Whitney – Light Upon The Lake

Album Review by Andrew Gordon | 10 Jun 2016
Album title: Light Upon The Lake
Artist: Whitney
Label: Secretly Canadian
Release date: 3 June

Retrophobiacs look away now: Max Kakacek and Julian Ehrlich of the glam-rock cribbing Smith Westerns have returned, except this time they’ve dialed the clock back even further to the late sixties and the bucolic sounds of North American folk-rock.

The pair wrote this new material in a cabin in Wisconsin but they could just as well have been holed up at the Big Pink, such is the homage paid to The Band on instantly hummable single Golden Days. The same goes for the majestic horn arrangements that dazzle throughout, sounding as though they're straight off The Last Waltz.

But to appraise this record solely on how vintage it sounds (short answer: uncannily) would be to do it a major disservice. Great musicianship and exquisite songwriting never go out of style and Whitney's debut has both, from the shimmering acoustic guitar duet on the title track to Follow’s joyous singalong outro. No Woman conjures a dreamy golden hour melancholy no matter the weather outside and Polly’s dramatic pauses are the kind that induce goosebumps.

While never less than serviceable, the lyrics underwhelm by comparison, their odes to feeling “hung up” or driving around likely a little too familiar to grant this record the endurance of its forebears. Like the image its title evokes then, Light Upon The Lake is a transient pleasure – but a vivid one while it lasts.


Print every entry again, precisely as written.
++++
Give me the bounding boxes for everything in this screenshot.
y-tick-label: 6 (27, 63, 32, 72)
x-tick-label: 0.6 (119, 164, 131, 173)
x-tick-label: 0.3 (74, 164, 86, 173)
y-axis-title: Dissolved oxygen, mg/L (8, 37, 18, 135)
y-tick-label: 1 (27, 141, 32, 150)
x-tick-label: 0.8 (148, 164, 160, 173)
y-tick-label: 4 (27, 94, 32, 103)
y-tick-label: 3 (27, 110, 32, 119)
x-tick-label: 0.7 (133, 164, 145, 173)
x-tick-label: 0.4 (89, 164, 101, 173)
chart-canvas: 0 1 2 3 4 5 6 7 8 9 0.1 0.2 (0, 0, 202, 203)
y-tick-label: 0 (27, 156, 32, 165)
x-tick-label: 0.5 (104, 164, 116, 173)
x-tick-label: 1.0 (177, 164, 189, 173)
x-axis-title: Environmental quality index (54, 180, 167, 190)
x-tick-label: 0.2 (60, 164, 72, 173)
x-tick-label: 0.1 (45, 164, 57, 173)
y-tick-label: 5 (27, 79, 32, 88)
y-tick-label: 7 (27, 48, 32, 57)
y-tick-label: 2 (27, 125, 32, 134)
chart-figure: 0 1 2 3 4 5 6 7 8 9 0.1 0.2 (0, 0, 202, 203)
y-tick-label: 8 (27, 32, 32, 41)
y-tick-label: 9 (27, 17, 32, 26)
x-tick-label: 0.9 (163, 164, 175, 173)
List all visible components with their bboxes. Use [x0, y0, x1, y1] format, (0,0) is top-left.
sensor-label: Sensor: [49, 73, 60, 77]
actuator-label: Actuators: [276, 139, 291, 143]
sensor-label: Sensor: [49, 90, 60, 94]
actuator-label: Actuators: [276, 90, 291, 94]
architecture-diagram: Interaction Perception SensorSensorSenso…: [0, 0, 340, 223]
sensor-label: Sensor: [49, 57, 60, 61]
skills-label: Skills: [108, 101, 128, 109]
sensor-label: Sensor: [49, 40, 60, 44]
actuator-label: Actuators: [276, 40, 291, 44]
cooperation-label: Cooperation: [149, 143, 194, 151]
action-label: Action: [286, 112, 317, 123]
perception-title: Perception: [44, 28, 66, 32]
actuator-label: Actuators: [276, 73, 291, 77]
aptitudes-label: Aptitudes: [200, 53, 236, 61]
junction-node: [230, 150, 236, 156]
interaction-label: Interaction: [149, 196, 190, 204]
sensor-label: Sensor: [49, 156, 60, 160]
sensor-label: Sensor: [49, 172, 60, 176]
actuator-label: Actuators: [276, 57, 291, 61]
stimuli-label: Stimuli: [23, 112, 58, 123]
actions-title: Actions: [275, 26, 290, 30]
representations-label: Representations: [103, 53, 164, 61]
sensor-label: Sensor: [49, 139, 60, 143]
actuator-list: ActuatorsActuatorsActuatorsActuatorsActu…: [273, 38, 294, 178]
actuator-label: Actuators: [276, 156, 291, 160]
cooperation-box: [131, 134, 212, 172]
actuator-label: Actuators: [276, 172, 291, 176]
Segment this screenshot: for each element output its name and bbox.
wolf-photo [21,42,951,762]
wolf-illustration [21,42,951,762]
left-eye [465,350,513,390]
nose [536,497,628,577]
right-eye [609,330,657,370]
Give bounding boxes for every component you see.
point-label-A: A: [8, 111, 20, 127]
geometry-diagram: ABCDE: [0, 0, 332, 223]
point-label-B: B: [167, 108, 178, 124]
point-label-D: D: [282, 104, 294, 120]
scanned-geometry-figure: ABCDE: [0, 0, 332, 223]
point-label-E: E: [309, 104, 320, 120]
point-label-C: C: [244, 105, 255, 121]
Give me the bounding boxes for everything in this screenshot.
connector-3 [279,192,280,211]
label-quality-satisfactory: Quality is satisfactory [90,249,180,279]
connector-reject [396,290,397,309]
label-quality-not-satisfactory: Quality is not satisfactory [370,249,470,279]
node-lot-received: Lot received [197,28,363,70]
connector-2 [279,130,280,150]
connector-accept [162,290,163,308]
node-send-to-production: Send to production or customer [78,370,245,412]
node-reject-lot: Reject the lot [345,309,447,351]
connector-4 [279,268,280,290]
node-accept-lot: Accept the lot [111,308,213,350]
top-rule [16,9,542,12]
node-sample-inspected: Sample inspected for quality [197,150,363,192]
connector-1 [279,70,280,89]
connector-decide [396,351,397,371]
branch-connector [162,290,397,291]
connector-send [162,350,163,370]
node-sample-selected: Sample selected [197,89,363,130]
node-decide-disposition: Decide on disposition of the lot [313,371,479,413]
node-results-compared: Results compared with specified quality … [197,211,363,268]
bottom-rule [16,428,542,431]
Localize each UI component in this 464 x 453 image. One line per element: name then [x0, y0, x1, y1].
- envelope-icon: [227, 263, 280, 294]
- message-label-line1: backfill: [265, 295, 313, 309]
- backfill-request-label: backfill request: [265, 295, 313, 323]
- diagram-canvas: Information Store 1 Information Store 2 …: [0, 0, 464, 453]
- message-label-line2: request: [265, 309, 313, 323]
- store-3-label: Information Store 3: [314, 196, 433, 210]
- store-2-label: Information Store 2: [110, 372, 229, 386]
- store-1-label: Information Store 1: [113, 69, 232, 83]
++++
* WRITTEN SOLUTION:
Give me the bounding boxes for everything in this screenshot.
y-tick-label: 6 (27, 63, 32, 72)
x-tick-label: 0.6 (119, 164, 131, 173)
x-tick-label: 0.3 (74, 164, 86, 173)
y-axis-title: Dissolved oxygen, mg/L (8, 37, 18, 135)
y-tick-label: 1 (27, 141, 32, 150)
x-tick-label: 0.8 (148, 164, 160, 173)
y-tick-label: 4 (27, 94, 32, 103)
y-tick-label: 3 (27, 110, 32, 119)
x-tick-label: 0.7 (133, 164, 145, 173)
x-tick-label: 0.4 (89, 164, 101, 173)
chart-canvas: 0 1 2 3 4 5 6 7 8 9 0.1 0.2 (0, 0, 202, 203)
y-tick-label: 0 (27, 156, 32, 165)
x-tick-label: 0.5 (104, 164, 116, 173)
x-tick-label: 1.0 (177, 164, 189, 173)
x-axis-title: Environmental quality index (54, 180, 167, 190)
x-tick-label: 0.2 (60, 164, 72, 173)
x-tick-label: 0.1 (45, 164, 57, 173)
y-tick-label: 5 (27, 79, 32, 88)
y-tick-label: 7 (27, 48, 32, 57)
y-tick-label: 2 (27, 125, 32, 134)
chart-figure: 0 1 2 3 4 5 6 7 8 9 0.1 0.2 (0, 0, 202, 203)
y-tick-label: 8 (27, 32, 32, 41)
y-tick-label: 9 (27, 17, 32, 26)
x-tick-label: 0.9 (163, 164, 175, 173)
List all visible components with their bboxes. Use [x0, y0, x1, y1] format, (0,0) is top-left.
sensor-label: Sensor: [49, 73, 60, 77]
actuator-label: Actuators: [276, 139, 291, 143]
sensor-label: Sensor: [49, 90, 60, 94]
actuator-label: Actuators: [276, 90, 291, 94]
architecture-diagram: Interaction Perception SensorSensorSenso…: [0, 0, 340, 223]
sensor-label: Sensor: [49, 57, 60, 61]
skills-label: Skills: [108, 101, 128, 109]
sensor-label: Sensor: [49, 40, 60, 44]
actuator-label: Actuators: [276, 40, 291, 44]
cooperation-label: Cooperation: [149, 143, 194, 151]
action-label: Action: [286, 112, 317, 123]
perception-title: Perception: [44, 28, 66, 32]
actuator-label: Actuators: [276, 73, 291, 77]
aptitudes-label: Aptitudes: [200, 53, 236, 61]
junction-node: [230, 150, 236, 156]
interaction-label: Interaction: [149, 196, 190, 204]
sensor-label: Sensor: [49, 156, 60, 160]
sensor-label: Sensor: [49, 172, 60, 176]
actuator-label: Actuators: [276, 57, 291, 61]
stimuli-label: Stimuli: [23, 112, 58, 123]
actions-title: Actions: [275, 26, 290, 30]
representations-label: Representations: [103, 53, 164, 61]
sensor-label: Sensor: [49, 139, 60, 143]
actuator-list: ActuatorsActuatorsActuatorsActuatorsActu…: [273, 38, 294, 178]
actuator-label: Actuators: [276, 156, 291, 160]
cooperation-box: [131, 134, 212, 172]
actuator-label: Actuators: [276, 172, 291, 176]
Segment this screenshot: for each element output its name and bbox.
wolf-photo [21,42,951,762]
wolf-illustration [21,42,951,762]
left-eye [465,350,513,390]
nose [536,497,628,577]
right-eye [609,330,657,370]
Give bounding boxes for every component you see.
point-label-A: A: [8, 111, 20, 127]
geometry-diagram: ABCDE: [0, 0, 332, 223]
point-label-B: B: [167, 108, 178, 124]
point-label-D: D: [282, 104, 294, 120]
scanned-geometry-figure: ABCDE: [0, 0, 332, 223]
point-label-E: E: [309, 104, 320, 120]
point-label-C: C: [244, 105, 255, 121]
Give me the bounding boxes for everything in this screenshot.
connector-3 [279,192,280,211]
label-quality-satisfactory: Quality is satisfactory [90,249,180,279]
connector-reject [396,290,397,309]
label-quality-not-satisfactory: Quality is not satisfactory [370,249,470,279]
node-lot-received: Lot received [197,28,363,70]
connector-2 [279,130,280,150]
connector-accept [162,290,163,308]
node-send-to-production: Send to production or customer [78,370,245,412]
node-reject-lot: Reject the lot [345,309,447,351]
connector-4 [279,268,280,290]
node-accept-lot: Accept the lot [111,308,213,350]
top-rule [16,9,542,12]
node-sample-inspected: Sample inspected for quality [197,150,363,192]
connector-1 [279,70,280,89]
connector-decide [396,351,397,371]
branch-connector [162,290,397,291]
connector-send [162,350,163,370]
node-sample-selected: Sample selected [197,89,363,130]
node-decide-disposition: Decide on disposition of the lot [313,371,479,413]
node-results-compared: Results compared with specified quality … [197,211,363,268]
bottom-rule [16,428,542,431]
Localize each UI component in this 464 x 453 image. One line per element: name then [x0, y0, x1, y1].
- envelope-icon: [227, 263, 280, 294]
- message-label-line1: backfill: [265, 295, 313, 309]
- backfill-request-label: backfill request: [265, 295, 313, 323]
- diagram-canvas: Information Store 1 Information Store 2 …: [0, 0, 464, 453]
- message-label-line2: request: [265, 309, 313, 323]
- store-3-label: Information Store 3: [314, 196, 433, 210]
- store-2-label: Information Store 2: [110, 372, 229, 386]
- store-1-label: Information Store 1: [113, 69, 232, 83]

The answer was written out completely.